Did Eric Sloane Paint On Location?

Did Eric Sloane paint on location, or from memory?

           I was asked a question recently about whether or not most of Eric’s paintings were of a specific location or not. It is difficult to pinpoint a location of most Eric’s paintings.  It is true that some of Eric’s paintings were of specific buildings and therefore, by extension, of particular locales.  Some examples that come to mind are the barns of various Shaker communities, covered bridges, and the Rancho de Taos Mission church in New Mexico. These examples of identifiable structures and objects are relatively uncommon examples within the body of known work by Eric.  He trended towards less directly identifiable scenes over the course of his career, but I am not convinced that this was a conscious decision on the part of the artist.  Part of the reason for this is that he did not paint on location, rather – at least according to Sloane himself – from memory.  This is partially true.  He did paint his recollections, but I have found in nearly 25 years of research that he was liberally aided by books and photographs.  So much so that a small number of his paintings appear as fully copied images from an identifiable photograph in a specific book.  He seemed to love the Pennsylvania landscape, to the extent that quite often he painted a Pennsylvania bank barn in a work he would title “Connecticut Winter”, or something similar.  Quite a few Sloane landscapes are really almost a montage of memories that don’t always “go together”.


> WORK TO COMPLETE
Return all of the entries word for word, but omit the pictures they contain.

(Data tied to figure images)
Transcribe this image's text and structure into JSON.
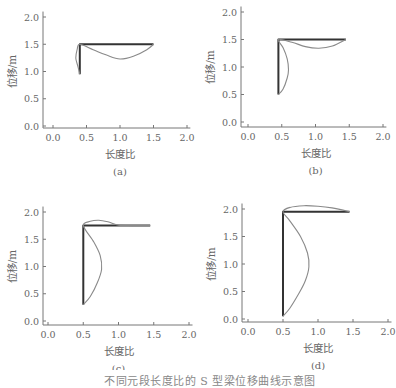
{
  "figure": {
    "caption": "不同元段长度比的 S 型梁位移曲线示意图",
    "panels": [
      {
        "label": "(a)",
        "xlabel": "长度比",
        "ylabel": "位移/m"
      },
      {
        "label": "(b)",
        "xlabel": "长度比",
        "ylabel": "位移/m"
      },
      {
        "label": "(c)",
        "xlabel": "长度比",
        "ylabel": "位移/m"
      },
      {
        "label": "(d)",
        "xlabel": "长度比",
        "ylabel": "位移/m"
      }
    ]
  },
  "chart_data": [
    {
      "type": "line",
      "title": "(a)",
      "xlabel": "长度比",
      "ylabel": "位移/m",
      "xlim": [
        0.0,
        2.0
      ],
      "ylim": [
        0.0,
        2.0
      ],
      "xticks": [
        "0.0",
        "0.5",
        "1.0",
        "1.5",
        "2.0"
      ],
      "yticks": [
        "0.0",
        "0.5",
        "1.0",
        "1.5",
        "2.0"
      ],
      "grid": false,
      "series": [
        {
          "name": "undeformed",
          "style": "thick-dark",
          "points": [
            [
              0.4,
              0.95
            ],
            [
              0.4,
              1.5
            ],
            [
              1.5,
              1.5
            ]
          ]
        },
        {
          "name": "deformed",
          "style": "thin-grey",
          "points": [
            [
              0.4,
              0.95
            ],
            [
              0.37,
              1.1
            ],
            [
              0.34,
              1.25
            ],
            [
              0.36,
              1.4
            ],
            [
              0.4,
              1.5
            ],
            [
              0.6,
              1.4
            ],
            [
              0.8,
              1.3
            ],
            [
              1.0,
              1.23
            ],
            [
              1.2,
              1.28
            ],
            [
              1.4,
              1.4
            ],
            [
              1.5,
              1.5
            ]
          ]
        }
      ]
    },
    {
      "type": "line",
      "title": "(b)",
      "xlabel": "长度比",
      "ylabel": "位移/m",
      "xlim": [
        0.0,
        2.0
      ],
      "ylim": [
        0.0,
        2.0
      ],
      "xticks": [
        "0.0",
        "0.5",
        "1.0",
        "1.5",
        "2.0"
      ],
      "yticks": [
        "0.0",
        "0.5",
        "1.0",
        "1.5",
        "2.0"
      ],
      "grid": false,
      "series": [
        {
          "name": "undeformed",
          "style": "thick-dark",
          "points": [
            [
              0.45,
              0.5
            ],
            [
              0.45,
              1.5
            ],
            [
              1.45,
              1.5
            ]
          ]
        },
        {
          "name": "deformed",
          "style": "thin-grey",
          "points": [
            [
              0.45,
              0.5
            ],
            [
              0.52,
              0.6
            ],
            [
              0.58,
              0.8
            ],
            [
              0.6,
              0.95
            ],
            [
              0.58,
              1.15
            ],
            [
              0.52,
              1.35
            ],
            [
              0.45,
              1.5
            ],
            [
              0.65,
              1.45
            ],
            [
              0.85,
              1.37
            ],
            [
              1.05,
              1.34
            ],
            [
              1.25,
              1.38
            ],
            [
              1.45,
              1.5
            ]
          ]
        }
      ]
    },
    {
      "type": "line",
      "title": "(c)",
      "xlabel": "长度比",
      "ylabel": "位移/m",
      "xlim": [
        0.0,
        2.0
      ],
      "ylim": [
        0.0,
        2.0
      ],
      "xticks": [
        "0.0",
        "0.5",
        "1.0",
        "1.5",
        "2.0"
      ],
      "yticks": [
        "0.0",
        "0.5",
        "1.0",
        "1.5",
        "2.0"
      ],
      "grid": false,
      "series": [
        {
          "name": "undeformed",
          "style": "thick-dark",
          "points": [
            [
              0.5,
              0.3
            ],
            [
              0.5,
              1.75
            ],
            [
              1.45,
              1.75
            ]
          ]
        },
        {
          "name": "deformed",
          "style": "thin-grey",
          "points": [
            [
              0.5,
              0.3
            ],
            [
              0.6,
              0.45
            ],
            [
              0.7,
              0.7
            ],
            [
              0.76,
              0.95
            ],
            [
              0.74,
              1.2
            ],
            [
              0.65,
              1.45
            ],
            [
              0.5,
              1.75
            ],
            [
              0.6,
              1.83
            ],
            [
              0.72,
              1.85
            ],
            [
              0.85,
              1.82
            ],
            [
              1.0,
              1.76
            ],
            [
              1.2,
              1.75
            ],
            [
              1.45,
              1.75
            ]
          ]
        }
      ]
    },
    {
      "type": "line",
      "title": "(d)",
      "xlabel": "长度比",
      "ylabel": "位移/m",
      "xlim": [
        0.0,
        2.0
      ],
      "ylim": [
        0.0,
        2.0
      ],
      "xticks": [
        "0.0",
        "0.5",
        "1.0",
        "1.5",
        "2.0"
      ],
      "yticks": [
        "0.0",
        "0.5",
        "1.0",
        "1.5",
        "2.0"
      ],
      "grid": false,
      "series": [
        {
          "name": "undeformed",
          "style": "thick-dark",
          "points": [
            [
              0.5,
              0.05
            ],
            [
              0.5,
              1.95
            ],
            [
              1.45,
              1.95
            ]
          ]
        },
        {
          "name": "deformed",
          "style": "thin-grey",
          "points": [
            [
              0.5,
              0.05
            ],
            [
              0.6,
              0.2
            ],
            [
              0.72,
              0.45
            ],
            [
              0.82,
              0.7
            ],
            [
              0.87,
              0.95
            ],
            [
              0.85,
              1.2
            ],
            [
              0.75,
              1.5
            ],
            [
              0.6,
              1.78
            ],
            [
              0.5,
              1.95
            ],
            [
              0.6,
              2.03
            ],
            [
              0.8,
              2.06
            ],
            [
              1.0,
              2.05
            ],
            [
              1.2,
              2.02
            ],
            [
              1.45,
              1.95
            ]
          ]
        }
      ]
    }
  ],
  "layout": {
    "panels": [
      {
        "left": 0,
        "top": 0,
        "x0": 53,
        "x2": 187,
        "y0": 126,
        "y2": 17,
        "axisX": 43,
        "axisY": 128
      },
      {
        "left": 196,
        "top": 0,
        "x0": 52,
        "x2": 187,
        "y0": 122,
        "y2": 12,
        "axisX": 45,
        "axisY": 127
      },
      {
        "left": 0,
        "top": 185,
        "x0": 48,
        "x2": 189,
        "y0": 136,
        "y2": 27,
        "axisX": 43,
        "axisY": 140
      },
      {
        "left": 196,
        "top": 185,
        "x0": 52,
        "x2": 192,
        "y0": 134,
        "y2": 24,
        "axisX": 46,
        "axisY": 137
      }
    ],
    "colors": {
      "axis": "#777777",
      "thick": "#333333",
      "thin": "#8a8a8a",
      "text": "#666666"
    }
  }
}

> ANSWER SPACE
Transcribe this image's text and structure into JSON.
{
  "figure": {
    "caption": "不同元段长度比的 S 型梁位移曲线示意图",
    "panels": [
      {
        "label": "(a)",
        "xlabel": "长度比",
        "ylabel": "位移/m"
      },
      {
        "label": "(b)",
        "xlabel": "长度比",
        "ylabel": "位移/m"
      },
      {
        "label": "(c)",
        "xlabel": "长度比",
        "ylabel": "位移/m"
      },
      {
        "label": "(d)",
        "xlabel": "长度比",
        "ylabel": "位移/m"
      }
    ]
  },
  "chart_data": [
    {
      "type": "line",
      "title": "(a)",
      "xlabel": "长度比",
      "ylabel": "位移/m",
      "xlim": [
        0.0,
        2.0
      ],
      "ylim": [
        0.0,
        2.0
      ],
      "xticks": [
        "0.0",
        "0.5",
        "1.0",
        "1.5",
        "2.0"
      ],
      "yticks": [
        "0.0",
        "0.5",
        "1.0",
        "1.5",
        "2.0"
      ],
      "grid": false,
      "series": [
        {
          "name": "undeformed",
          "style": "thick-dark",
          "points": [
            [
              0.4,
              0.95
            ],
            [
              0.4,
              1.5
            ],
            [
              1.5,
              1.5
            ]
          ]
        },
        {
          "name": "deformed",
          "style": "thin-grey",
          "points": [
            [
              0.4,
              0.95
            ],
            [
              0.37,
              1.1
            ],
            [
              0.34,
              1.25
            ],
            [
              0.36,
              1.4
            ],
            [
              0.4,
              1.5
            ],
            [
              0.6,
              1.4
            ],
            [
              0.8,
              1.3
            ],
            [
              1.0,
              1.23
            ],
            [
              1.2,
              1.28
            ],
            [
              1.4,
              1.4
            ],
            [
              1.5,
              1.5
            ]
          ]
        }
      ]
    },
    {
      "type": "line",
      "title": "(b)",
      "xlabel": "长度比",
      "ylabel": "位移/m",
      "xlim": [
        0.0,
        2.0
      ],
      "ylim": [
        0.0,
        2.0
      ],
      "xticks": [
        "0.0",
        "0.5",
        "1.0",
        "1.5",
        "2.0"
      ],
      "yticks": [
        "0.0",
        "0.5",
        "1.0",
        "1.5",
        "2.0"
      ],
      "grid": false,
      "series": [
        {
          "name": "undeformed",
          "style": "thick-dark",
          "points": [
            [
              0.45,
              0.5
            ],
            [
              0.45,
              1.5
            ],
            [
              1.45,
              1.5
            ]
          ]
        },
        {
          "name": "deformed",
          "style": "thin-grey",
          "points": [
            [
              0.45,
              0.5
            ],
            [
              0.52,
              0.6
            ],
            [
              0.58,
              0.8
            ],
            [
              0.6,
              0.95
            ],
            [
              0.58,
              1.15
            ],
            [
              0.52,
              1.35
            ],
            [
              0.45,
              1.5
            ],
            [
              0.65,
              1.45
            ],
            [
              0.85,
              1.37
            ],
            [
              1.05,
              1.34
            ],
            [
              1.25,
              1.38
            ],
            [
              1.45,
              1.5
            ]
          ]
        }
      ]
    },
    {
      "type": "line",
      "title": "(c)",
      "xlabel": "长度比",
      "ylabel": "位移/m",
      "xlim": [
        0.0,
        2.0
      ],
      "ylim": [
        0.0,
        2.0
      ],
      "xticks": [
        "0.0",
        "0.5",
        "1.0",
        "1.5",
        "2.0"
      ],
      "yticks": [
        "0.0",
        "0.5",
        "1.0",
        "1.5",
        "2.0"
      ],
      "grid": false,
      "series": [
        {
          "name": "undeformed",
          "style": "thick-dark",
          "points": [
            [
              0.5,
              0.3
            ],
            [
              0.5,
              1.75
            ],
            [
              1.45,
              1.75
            ]
          ]
        },
        {
          "name": "deformed",
          "style": "thin-grey",
          "points": [
            [
              0.5,
              0.3
            ],
            [
              0.6,
              0.45
            ],
            [
              0.7,
              0.7
            ],
            [
              0.76,
              0.95
            ],
            [
              0.74,
              1.2
            ],
            [
              0.65,
              1.45
            ],
            [
              0.5,
              1.75
            ],
            [
              0.6,
              1.83
            ],
            [
              0.72,
              1.85
            ],
            [
              0.85,
              1.82
            ],
            [
              1.0,
              1.76
            ],
            [
              1.2,
              1.75
            ],
            [
              1.45,
              1.75
            ]
          ]
        }
      ]
    },
    {
      "type": "line",
      "title": "(d)",
      "xlabel": "长度比",
      "ylabel": "位移/m",
      "xlim": [
        0.0,
        2.0
      ],
      "ylim": [
        0.0,
        2.0
      ],
      "xticks": [
        "0.0",
        "0.5",
        "1.0",
        "1.5",
        "2.0"
      ],
      "yticks": [
        "0.0",
        "0.5",
        "1.0",
        "1.5",
        "2.0"
      ],
      "grid": false,
      "series": [
        {
          "name": "undeformed",
          "style": "thick-dark",
          "points": [
            [
              0.5,
              0.05
            ],
            [
              0.5,
              1.95
            ],
            [
              1.45,
              1.95
            ]
          ]
        },
        {
          "name": "deformed",
          "style": "thin-grey",
          "points": [
            [
              0.5,
              0.05
            ],
            [
              0.6,
              0.2
            ],
            [
              0.72,
              0.45
            ],
            [
              0.82,
              0.7
            ],
            [
              0.87,
              0.95
            ],
            [
              0.85,
              1.2
            ],
            [
              0.75,
              1.5
            ],
            [
              0.6,
              1.78
            ],
            [
              0.5,
              1.95
            ],
            [
              0.6,
              2.03
            ],
            [
              0.8,
              2.06
            ],
            [
              1.0,
              2.05
            ],
            [
              1.2,
              2.02
            ],
            [
              1.45,
              1.95
            ]
          ]
        }
      ]
    }
  ],
  "layout": {
    "panels": [
      {
        "left": 0,
        "top": 0,
        "x0": 53,
        "x2": 187,
        "y0": 126,
        "y2": 17,
        "axisX": 43,
        "axisY": 128
      },
      {
        "left": 196,
        "top": 0,
        "x0": 52,
        "x2": 187,
        "y0": 122,
        "y2": 12,
        "axisX": 45,
        "axisY": 127
      },
      {
        "left": 0,
        "top": 185,
        "x0": 48,
        "x2": 189,
        "y0": 136,
        "y2": 27,
        "axisX": 43,
        "axisY": 140
      },
      {
        "left": 196,
        "top": 185,
        "x0": 52,
        "x2": 192,
        "y0": 134,
        "y2": 24,
        "axisX": 46,
        "axisY": 137
      }
    ],
    "colors": {
      "axis": "#777777",
      "thick": "#333333",
      "thin": "#8a8a8a",
      "text": "#666666"
    }
  }
}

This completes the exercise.